Not all the tracks on the album hark back to the conflict. Title track ‘Sugar Island’ for example is a tale of throwing away that love, the one that will haunt you for years after the event. “It’s not real” Brendan admitted. “Anybody I said goodbye to on Sugar Island, I’m glad I said goodbye to” he added with a laugh. “I know people who have let the one go, they’ve made that mistake, but luckily I haven’t”.

Continuing on the 70’s theme, the track ‘1973’ gifts us with vignettes of characters from the era. It stems from a conversation Brendan had with his father. “I asked my dad about what period of his life he had the most fun in, and he told me it was when the kids were young.” This inspired Brendan to write the song. “I started off [writing the song] with daddy in mind, and then I started writing about a different character completely.” With a sense more of the changes that age brings to us, the song is gentle, wistful, is riddled with references to ’73, and rings true with anyone who has parents of that age.
In its final track the album has moved on. In this song the band see what was happening through grown up eyes. “At the end of the album there’s a song called ‘Hometown On The Border‘, Brendan explained. “It’s the only song that speaks about how what I thought was ordinary, actually wasn’t really ordinary at all. In every other song I’m in the mind of a kid, it’s all happening in the present tense. But in the last song it’s me [as an adult] looking back.

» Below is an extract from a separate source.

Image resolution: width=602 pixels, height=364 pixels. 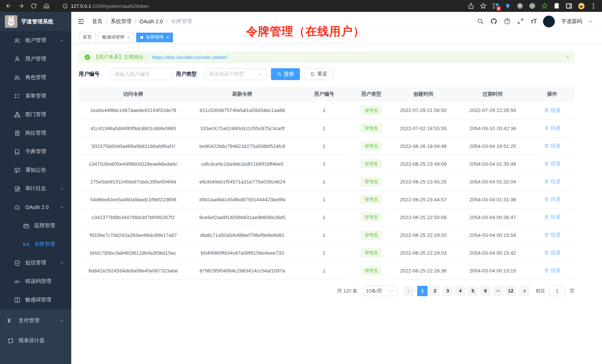 What do you see at coordinates (235, 74) in the screenshot?
I see `user-type-select: 请选择用户类型` at bounding box center [235, 74].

We put that song on the end just to explain the context. [The point being] that it shouldn’t have been ordinary. Without putting that in, the record didn’t seem complete.”
Around 50 songs were written for the album, which Brendan pointed out is the most narrative collection of songs they have released in their two decades as a band. “As a lyricist I wanted it to be more in terms of short stories” he explained. Because his background is more “rock and roll with not much story telling going on,” this was somewhat of a departure for the band.

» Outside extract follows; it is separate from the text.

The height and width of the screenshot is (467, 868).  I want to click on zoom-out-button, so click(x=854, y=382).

Nashville is one reason for this shift in direction. A few years ago Brendan started visiting Nashville to work on his song writing. While there he met song writer Sharon Vaughn who subsequently, so many years later, travelled over to Ireland several times to co-write Sugar Island with Brendan and Declan. Her angle on the songs and the writing of the songs was incisive. “We knew that if we worked with someone who was a stickler for detail, and who was outside our experience that it would be good for us” Brendan told me. “Sometimes I would be writing something and she would say “I don’t understand that.” This helped the whole song writing process because it clarified what wasn’t clear; it helped with the things that were only really understood by people who had been there.
“She’s used to working with acoustic guitars” Brendan went on to explain of the experienced hand who was so influential on the album. “Her background is country – old country. She has written for Willie Nelson and Waylon Jennings. She wrote one of Willie’s biggest songs, ‘My Heroes Have Always Been Cowboys’ so she was a great sounding board.”

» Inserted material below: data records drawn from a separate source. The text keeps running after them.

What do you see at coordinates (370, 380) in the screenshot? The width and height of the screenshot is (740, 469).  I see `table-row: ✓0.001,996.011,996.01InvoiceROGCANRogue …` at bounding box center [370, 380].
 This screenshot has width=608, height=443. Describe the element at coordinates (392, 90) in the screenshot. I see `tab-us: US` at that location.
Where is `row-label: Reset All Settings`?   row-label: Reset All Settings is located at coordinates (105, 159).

Other collaborators on the album include percussionist Peter McKinney and multi-instrumentalist Enda Walsh, each adding their own specific touch to the sound. For example, the songs of Sugar Island generally don’t involve drums. This was as much to give the record its own unique sound as it was for practical touring reasons, as Brendan explained. “Because we are touring this primarily as a two piece with Declan playing the stomp and rhythm guitar, we thought let’s have it sound rhythmic without having a drummer. If you listen to the record you’ll be hard pressed even to spot a cymbal. We knew early on that if we went down that route we’d end up sounding different from other records.”